Hello, everyone, and thank you all for joining us during the Lytham Partners Spring 2025 Investor Conference. My name is Joe Diaz. I'm a managing partner at Lytham Partners. Today, Michael Brigham, President and CEO, and Tim Fiori, CFO of ImmuCell Corporation, will be taking us through a brief slide presentation followed by a Q&A discussion. ImmuCell trades on the Nasqad under the ticker symbol of ICCC. Before we begin with the presentation, I'd like to inform our viewers of the applicable safe harbor announcements as reflected in the second slide of this presentation. Please review the language and recognize there may be forward-looking statements afforded the protections of the Private Securities Litigation Reform Act of 1995. Now, let me introduce Michael Brigham, President and CEO, and Tim Fiori, CFO. They will run us through the presentation and answer a few questions along the way. Michael, kick it off, please.

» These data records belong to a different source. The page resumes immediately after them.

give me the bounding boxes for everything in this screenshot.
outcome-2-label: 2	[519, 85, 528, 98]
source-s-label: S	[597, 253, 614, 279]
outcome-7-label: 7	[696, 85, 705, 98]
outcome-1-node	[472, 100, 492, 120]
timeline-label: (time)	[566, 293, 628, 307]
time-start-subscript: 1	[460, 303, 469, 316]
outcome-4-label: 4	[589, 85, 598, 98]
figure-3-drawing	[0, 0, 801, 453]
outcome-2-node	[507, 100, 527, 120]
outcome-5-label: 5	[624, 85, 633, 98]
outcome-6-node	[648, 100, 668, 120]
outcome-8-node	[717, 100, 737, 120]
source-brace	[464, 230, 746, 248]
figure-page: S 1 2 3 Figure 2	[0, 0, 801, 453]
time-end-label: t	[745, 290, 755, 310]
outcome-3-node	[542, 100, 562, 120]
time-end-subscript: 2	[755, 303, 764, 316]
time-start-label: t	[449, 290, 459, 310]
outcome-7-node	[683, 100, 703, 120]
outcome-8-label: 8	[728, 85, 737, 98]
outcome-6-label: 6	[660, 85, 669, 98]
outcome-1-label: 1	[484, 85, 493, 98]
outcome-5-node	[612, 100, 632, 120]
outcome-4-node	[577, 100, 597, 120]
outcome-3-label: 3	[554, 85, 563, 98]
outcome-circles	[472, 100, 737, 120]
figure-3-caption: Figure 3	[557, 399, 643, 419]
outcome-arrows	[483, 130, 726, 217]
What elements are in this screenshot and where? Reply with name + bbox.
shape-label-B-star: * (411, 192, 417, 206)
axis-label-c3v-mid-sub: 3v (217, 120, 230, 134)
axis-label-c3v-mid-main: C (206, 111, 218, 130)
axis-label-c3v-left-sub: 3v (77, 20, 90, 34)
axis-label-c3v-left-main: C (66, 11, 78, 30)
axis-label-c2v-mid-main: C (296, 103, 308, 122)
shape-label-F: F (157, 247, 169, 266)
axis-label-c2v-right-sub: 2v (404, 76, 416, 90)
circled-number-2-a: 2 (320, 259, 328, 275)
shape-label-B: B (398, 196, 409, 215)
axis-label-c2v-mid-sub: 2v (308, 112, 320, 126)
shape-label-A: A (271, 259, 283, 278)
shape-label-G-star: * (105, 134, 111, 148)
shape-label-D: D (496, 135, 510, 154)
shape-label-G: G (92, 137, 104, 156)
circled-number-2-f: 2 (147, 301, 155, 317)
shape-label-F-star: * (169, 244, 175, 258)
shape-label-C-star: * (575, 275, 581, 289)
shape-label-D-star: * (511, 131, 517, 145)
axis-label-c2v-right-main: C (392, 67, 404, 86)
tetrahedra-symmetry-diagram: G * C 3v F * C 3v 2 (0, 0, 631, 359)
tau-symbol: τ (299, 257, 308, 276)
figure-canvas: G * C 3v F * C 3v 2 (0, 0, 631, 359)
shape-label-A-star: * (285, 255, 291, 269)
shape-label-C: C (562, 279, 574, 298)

Hi, Joe. Thank you. Welcome. Thank you, everyone, for joining. We did pick just a few slides out of our full deck to share today. The full deck is available on our website. Starting with this company overview, I always feel like real estate tells our story pretty well. We own these two buildings. The top building is our headquarters. It's also where we produce First Defense. So it's a USDA-licensed facility. As we grew production capacity, we expanded across the street into about 30,000 sq ft of leased facility to expand that production capacity. The bottom picture shows the Re-Tain facility. That's an FDA-regulated facility. And adjacent to it is a small warehouse and closed-doors facility that we also own. At the high level, we're just doing some pretty exciting things with First Defense commercially.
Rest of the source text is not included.